10. At the forest fork. The development of forest roads with a picturesque alcove keeps a piece of history. Thickets of bird-cherry unusual species, dogrose bushes will be opened to the observant eyes. Of course, these plants did not appear here themselves: once a forester's house was here. Most likely, the hamlet in the dense forest appeared in the forties of the XIX century, when numerous swaths were cut through Pushcha, dividing it into separate sectors. Then iron narrow-gauge railways were laid alongside them, turned now into ordinary roads.
11. The age-old pine forest. A magnificent example of an old pine forest. The average age of its trees is no fewer than 200 years. Only Belovezhskaya Pushcha has such splendid massifs, nowhere else in Belarus can they be found. Many of these strikingly beautiful and huge pines grew in places where a gigantic, apocalyptic fire raged in 1811, occurred on the eve of Napoleon's invasion. Now these forest glades are the most valuable landmarks of the living nature power – after all they reborned without any human help.
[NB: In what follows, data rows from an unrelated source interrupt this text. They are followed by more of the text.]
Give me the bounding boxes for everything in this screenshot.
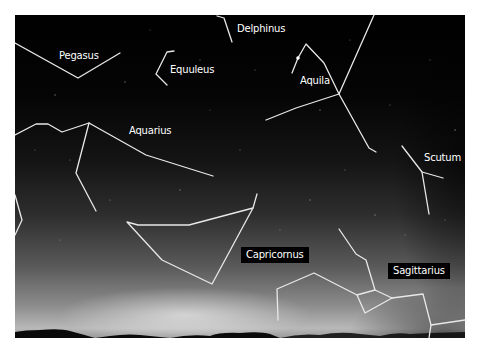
label-capricornus: Capricornus	[241, 247, 309, 263]
sagittarius-body-lines	[277, 273, 392, 320]
capricornus-lines	[127, 208, 253, 284]
aquarius-edge-lines	[15, 195, 22, 235]
aquarius-branch-lines	[76, 123, 96, 211]
label-sagittarius: Sagittarius	[388, 263, 450, 279]
label-scutum: Scutum	[424, 152, 461, 164]
aquila-long-line	[339, 15, 374, 94]
sagittarius-right-lines	[392, 294, 431, 338]
aquila-tail	[339, 94, 376, 152]
sagittarius-tail-lines	[431, 320, 465, 325]
capricornus-tip	[253, 194, 257, 208]
label-aquarius: Aquarius	[129, 125, 171, 137]
delphinus-lines	[217, 16, 232, 42]
altair-star	[296, 56, 300, 60]
label-pegasus: Pegasus	[59, 50, 99, 62]
label-equuleus: Equuleus	[170, 64, 214, 76]
horizon-silhouette	[15, 329, 280, 338]
aquarius-main-lines	[15, 123, 213, 176]
sagittarius-teapot-lines	[357, 295, 392, 313]
label-aquila: Aquila	[300, 75, 330, 87]
sagittarius-bow-lines	[339, 229, 375, 290]
label-delphinus: Delphinus	[237, 23, 285, 35]
scutum-stem	[422, 172, 429, 214]
aquila-left-wing	[266, 94, 339, 120]
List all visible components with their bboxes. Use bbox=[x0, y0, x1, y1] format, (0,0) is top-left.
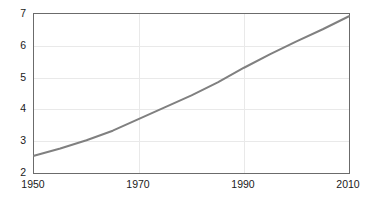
x-axis-tick-label: 1950 bbox=[13, 179, 53, 190]
data-series-svg bbox=[34, 14, 349, 173]
x-axis-tick-label: 1970 bbox=[118, 179, 158, 190]
data-series-line bbox=[34, 16, 349, 156]
y-axis-tick-label: 7 bbox=[20, 8, 26, 19]
line-chart: 7 6 5 4 3 2 1950 1970 1990 2010 bbox=[0, 0, 367, 202]
x-axis-tick-label: 1990 bbox=[223, 179, 263, 190]
y-axis-tick-label: 4 bbox=[20, 103, 26, 114]
x-axis-tick-label: 2010 bbox=[328, 179, 367, 190]
plot-area bbox=[33, 13, 350, 174]
y-axis-tick-label: 5 bbox=[20, 72, 26, 83]
y-axis-tick-label: 2 bbox=[20, 167, 26, 178]
y-axis-tick-label: 6 bbox=[20, 40, 26, 51]
y-axis-tick-label: 3 bbox=[20, 135, 26, 146]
12. The giant spruce. Spruce is a typical taiga tree, which sometimes reaches phenomenal sizes in Belovezhskaya Pushcha. This "small fir", for example, could decorate the main square of a megapolis for Christmas and New Year: its top is at a height of over 40 meters! The trunk diameter of a gorgeous beauty is almost 90 cm, and it has been growing here for more than 200 years. However, the tree is not unique at all: there are many similar spruces in Pushcha, some, reaching almost 50 meters in height, considerably exceed this one by age. In general, spruce forests account for 4% of all Pushcha woods, but individual trees are found everywhere.